Metrics · CRM Strategy · Best Practices
What is a customer health score, and how does a CRM calculate one?
The short answer
A customer health score is a single number that summarises how likely an account is to renew, expand, or churn, built from signals like usage, support tickets, engagement, and payment history. A CRM calculates it by weighting those signals into a formula or model, then updating the score automatically as new activity comes in.
Renewal conversations go badly for a predictable reason: the warning signs were sitting in the data weeks earlier, but nobody was looking at the right combination of them. A customer health score exists to fix that — to compress usage, support, and engagement data into one number a rep or account manager can check without digging through every activity log.
What is a customer health score?
A customer health score is a composite metric, usually on a simple scale like 0–100 or red/yellow/green, that estimates how healthy a customer relationship is right now. “Healthy” generally means likely to renew, likely to expand, and unlikely to churn — the opposite of the warning signs tracked by deal rot on the sales side, but applied after the deal is won.
It is not one metric on its own. A single low number — say, low product usage — might mean nothing if the account is otherwise engaged and paying on time. The score’s value comes from combining several signals so that a real problem stands out from normal noise.
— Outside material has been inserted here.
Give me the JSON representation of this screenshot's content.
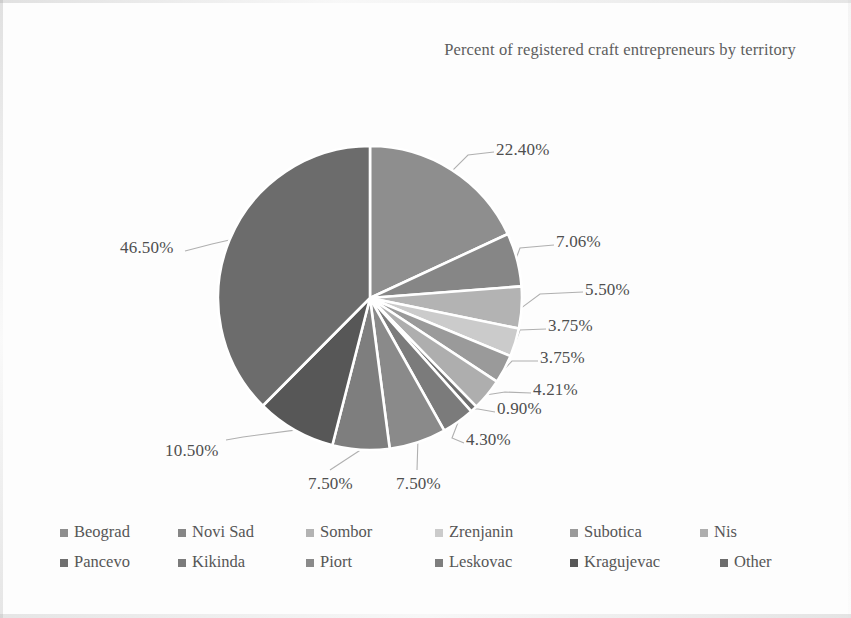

What signals go into the score?
Most health scores draw from four categories, weighted by what actually predicts churn for that business:
| Category | Example signals |
|---|---|
| Usage | Login frequency, feature adoption, active users vs. seats purchased |
| Support | Ticket volume, unresolved issues, sentiment of recent conversations |
| Engagement | Email opens, meeting attendance, response time to outreach |
| Commercial | Payment history, contract value trend, renewal date proximity |
A CRM (or a connected customer success platform) pulls these signals in — some automatically, like email engagement and activity tracking, others via integration with your product analytics or support desk — and rolls them into a single score using either a weighted formula or, in more advanced tools, a model trained on which past accounts actually churned.
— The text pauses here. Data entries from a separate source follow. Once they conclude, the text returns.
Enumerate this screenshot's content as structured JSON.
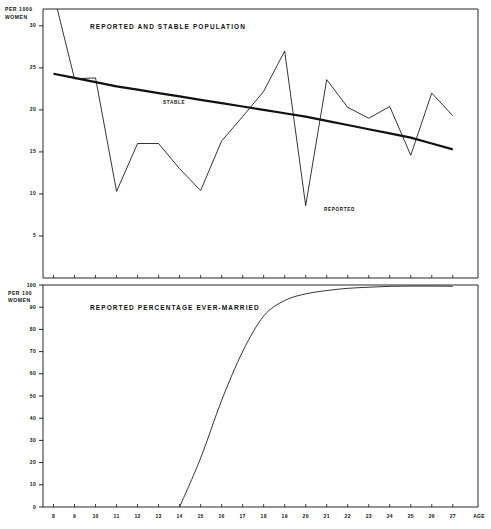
{
  "figure": {
    "background": "#ffffff",
    "ink": "#111111"
  },
  "chart_data": [
    {
      "type": "line",
      "title": "REPORTED AND STABLE  POPULATION",
      "panel": "top",
      "xlabel": "AGE",
      "ylabel": "PER 1000\nWOMEN",
      "ylabel_line1": "PER 1000",
      "ylabel_line2": "WOMEN",
      "xlim": [
        7.5,
        28.2
      ],
      "ylim": [
        0,
        32
      ],
      "yticks": [
        5,
        10,
        15,
        20,
        25,
        30
      ],
      "ytick_labels": [
        "5",
        "10",
        "15",
        "20",
        "25",
        "30"
      ],
      "xticks": [
        8,
        9,
        10,
        11,
        12,
        13,
        14,
        15,
        16,
        17,
        18,
        19,
        20,
        21,
        22,
        23,
        24,
        25,
        26,
        27
      ],
      "xtick_labels": [
        "8",
        "9",
        "10",
        "11",
        "12",
        "13",
        "14",
        "15",
        "16",
        "17",
        "18",
        "19",
        "20",
        "21",
        "22",
        "23",
        "24",
        "25",
        "26",
        "27"
      ],
      "grid": false,
      "legend_position": "inline-annotation",
      "x": [
        8,
        9,
        10,
        11,
        12,
        13,
        14,
        15,
        16,
        17,
        18,
        19,
        20,
        21,
        22,
        23,
        24,
        25,
        26,
        27
      ],
      "series": [
        {
          "name": "REPORTED",
          "label_text": "REPORTED",
          "style": "thin",
          "values": [
            33.8,
            23.7,
            23.8,
            10.3,
            16.0,
            16.0,
            13.0,
            10.4,
            16.3,
            19.2,
            22.2,
            27.0,
            8.6,
            23.6,
            20.3,
            19.0,
            20.4,
            14.6,
            22.0,
            19.3
          ]
        },
        {
          "name": "STABLE",
          "label_text": "STABLE",
          "style": "thick",
          "values": [
            24.3,
            23.8,
            23.3,
            22.8,
            22.4,
            22.0,
            21.6,
            21.2,
            20.8,
            20.4,
            20.0,
            19.6,
            19.2,
            18.7,
            18.2,
            17.7,
            17.2,
            16.7,
            16.0,
            15.3
          ]
        }
      ]
    },
    {
      "type": "line",
      "title": "REPORTED PERCENTAGE EVER-MARRIED",
      "panel": "bottom",
      "xlabel": "AGE",
      "ylabel": "PER 100\nWOMEN",
      "ylabel_line1": "PER 100",
      "ylabel_line2": "WOMEN",
      "xlim": [
        7.5,
        28.2
      ],
      "ylim": [
        0,
        100
      ],
      "yticks": [
        0,
        10,
        20,
        30,
        40,
        50,
        60,
        70,
        80,
        90,
        100
      ],
      "ytick_labels": [
        "0",
        "10",
        "20",
        "30",
        "40",
        "50",
        "60",
        "70",
        "80",
        "90",
        "100"
      ],
      "xticks": [
        8,
        9,
        10,
        11,
        12,
        13,
        14,
        15,
        16,
        17,
        18,
        19,
        20,
        21,
        22,
        23,
        24,
        25,
        26,
        27
      ],
      "xtick_labels": [
        "8",
        "9",
        "10",
        "11",
        "12",
        "13",
        "14",
        "15",
        "16",
        "17",
        "18",
        "19",
        "20",
        "21",
        "22",
        "23",
        "24",
        "25",
        "26",
        "27"
      ],
      "grid": false,
      "legend_position": "none",
      "x": [
        14,
        15,
        16,
        17,
        18,
        19,
        20,
        21,
        22,
        23,
        24,
        25,
        26,
        27
      ],
      "series": [
        {
          "name": "REPORTED PERCENTAGE EVER-MARRIED",
          "style": "thin",
          "values": [
            0,
            22,
            48,
            70,
            86,
            93,
            96,
            97.5,
            98.5,
            99,
            99.4,
            99.5,
            99.5,
            99.4
          ]
        }
      ]
    }
  ],
  "labels": {
    "top_y_axis_line1": "PER 1000",
    "top_y_axis_line2": "WOMEN",
    "bottom_y_axis_line1": "PER 100",
    "bottom_y_axis_line2": "WOMEN",
    "top_title": "REPORTED AND STABLE  POPULATION",
    "bottom_title": "REPORTED PERCENTAGE EVER-MARRIED",
    "stable_label": "STABLE",
    "reported_label": "REPORTED",
    "age_label": "AGE"
  }
}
How do you build one without overcomplicating it?
Teams building their first health score tend to make it too complex, folding in every metric they can access. A better approach:
- Start with three to five signals you have real conviction predict churn — usually usage and support are the strongest starting points.
- Weight them by evidence, not intuition. Look at accounts that churned in the last year and see which signals actually moved before they left.
- Set thresholds that trigger action, not just a colour change — a score dropping into “red” should automatically create a task for the account owner.
- Revisit the weights periodically. What predicted churn a year ago may not predict it today as your product and customer base change.
What should you do when a score drops?
The score is only useful if it changes behaviour. A dropping health score should prompt a specific, proportionate response — a check-in call for a moderate dip, an escalation to a manager for a sharp one — the same way lead scoring is meant to trigger outreach, not just sit on a dashboard. Pair the score with customer lifetime value so the team knows which accounts are worth the most effort to save, and treat a persistently low score as a churn risk to address directly, not a number to check in on later.